Manage episode 327417586 series 2574278
Nội dung được cung cấp bởi The New Stack Podcast and The New Stack. Tất cả nội dung podcast bao gồm các tập, đồ họa và mô tả podcast đều được The New Stack Podcast and The New Stack hoặc đối tác nền tảng podcast của họ tải lên và cung cấp trực tiếp. Nếu bạn cho rằng ai đó đang sử dụng tác phẩm có bản quyền của bạn mà không có sự cho phép của bạn, bạn có thể làm theo quy trình được nêu ở đây https://vi.player.fm/legal.

First released in 1995, Java’s programming language has been a leading developer platform that has become a workhorse for hundreds of enterprise applications. With each new technology evolution, Java has successfully adapted to change. But even while a recent Java ecosystem study found that more than 70% of Java applications in production environments are running inside a container, there continues to be hurdles the language must overcome to adapt to the cloud-native world.

In this episode of The New Stack Makers podcast, Simon Ritter, deputy CTO of Azul Systems and Dalia Abo Sheasha, Java developer advocate of JetBrains discuss some of the challenges the language is working to overcome, and share some insight into the new features that developers are requesting.

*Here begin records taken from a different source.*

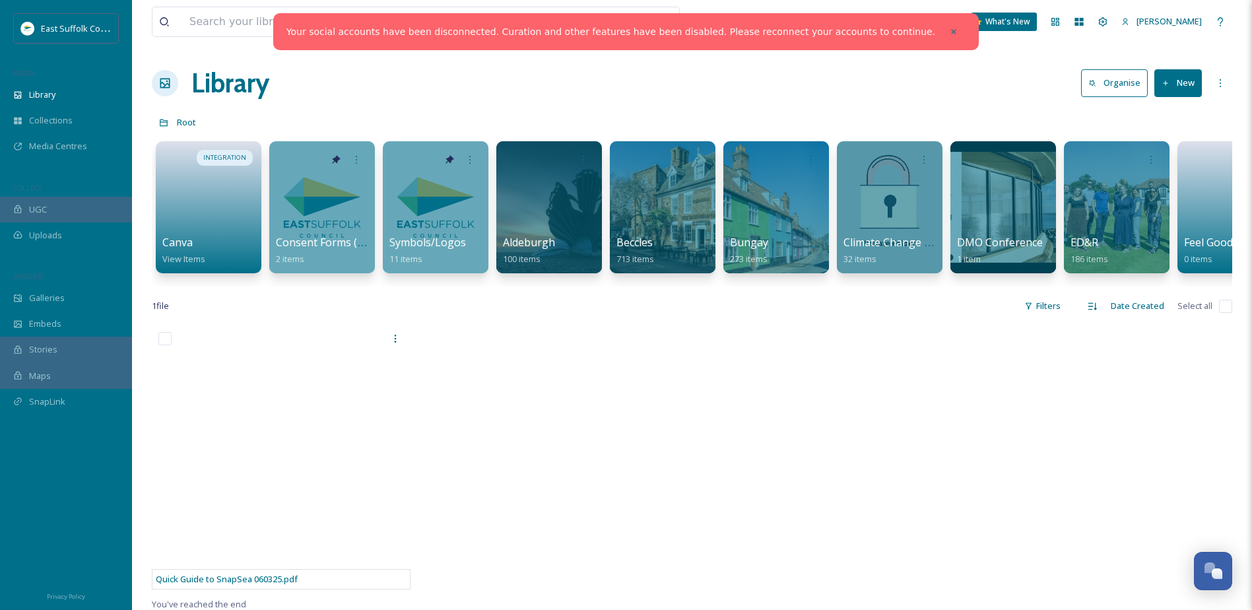 The height and width of the screenshot is (610, 1252). Describe the element at coordinates (47, 298) in the screenshot. I see `span: Galleries` at that location.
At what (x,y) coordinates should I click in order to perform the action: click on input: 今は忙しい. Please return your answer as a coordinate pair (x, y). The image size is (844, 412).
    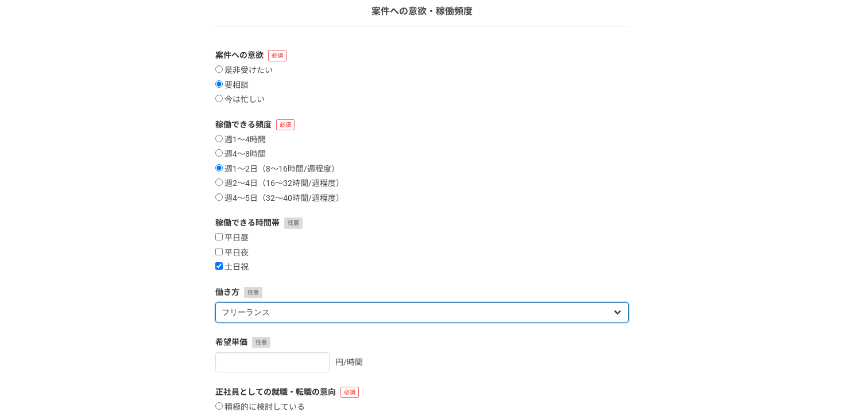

Darryl Taft, news editor of The New Stack hosted this podcast.

The complexity of modern applications requires developers to master a growing array of skills, technologies, and concepts to develop in the cloud. And “what I've seen is that there is a gap in skills, and what it would take to get existing Java applications into the cloud,” said Abo Sheasha.

“What developers really want is to focus on the idea of developing the Java code,” said Ritter. “Having the ability to plug in to different cloud providers, but also the ability to integrate with things like your CI/CD tooling so that you've got continuous integration, continuous deployment built in,” he added.

Getting Java ready for the cloud is a “distributed responsibility across the people – from cloud providers to tooling providers,” said Ritter. “Everyone recognizes that the more folks we have on it, the more minds we have on it, the better outcome we're going to have for the developer’s language,” Abo Sheasha said.

Making developers more efficient and productive is coming into the fold with the introduction of JEP, or JDK Enhancement Proposals - a lightweight approach to add new features in the development of the Java platform itself. “But there's some bigger projects like Project Amber which is all about small changes to the language syntax of Java with the idea of making it more productive by taking some of the boilerplate code out,” Ritter said.

The journey to the next chapter of Java is multi-dimensional. While “most developers are focused on getting the job done, picking up skills for new things is a challenge because it takes time. Many still have the issue of using whichever Java version their company is stuck on,” said Ritter. “It's not because the developers don't want to do it; it’s that they need to convince management that it's worth investing in,” added Abo Sheasha.

  continue reading

302 tập

Tất cả các tập

×
 
Loading …

Chào mừng bạn đến với Player FM!

Player FM đang quét trang web để tìm các podcast chất lượng cao cho bạn thưởng thức ngay bây giờ. Đây là ứng dụng podcast tốt nhất và hoạt động trên Android, iPhone và web. Đăng ký để đồng bộ các theo dõi trên tất cả thiết bị.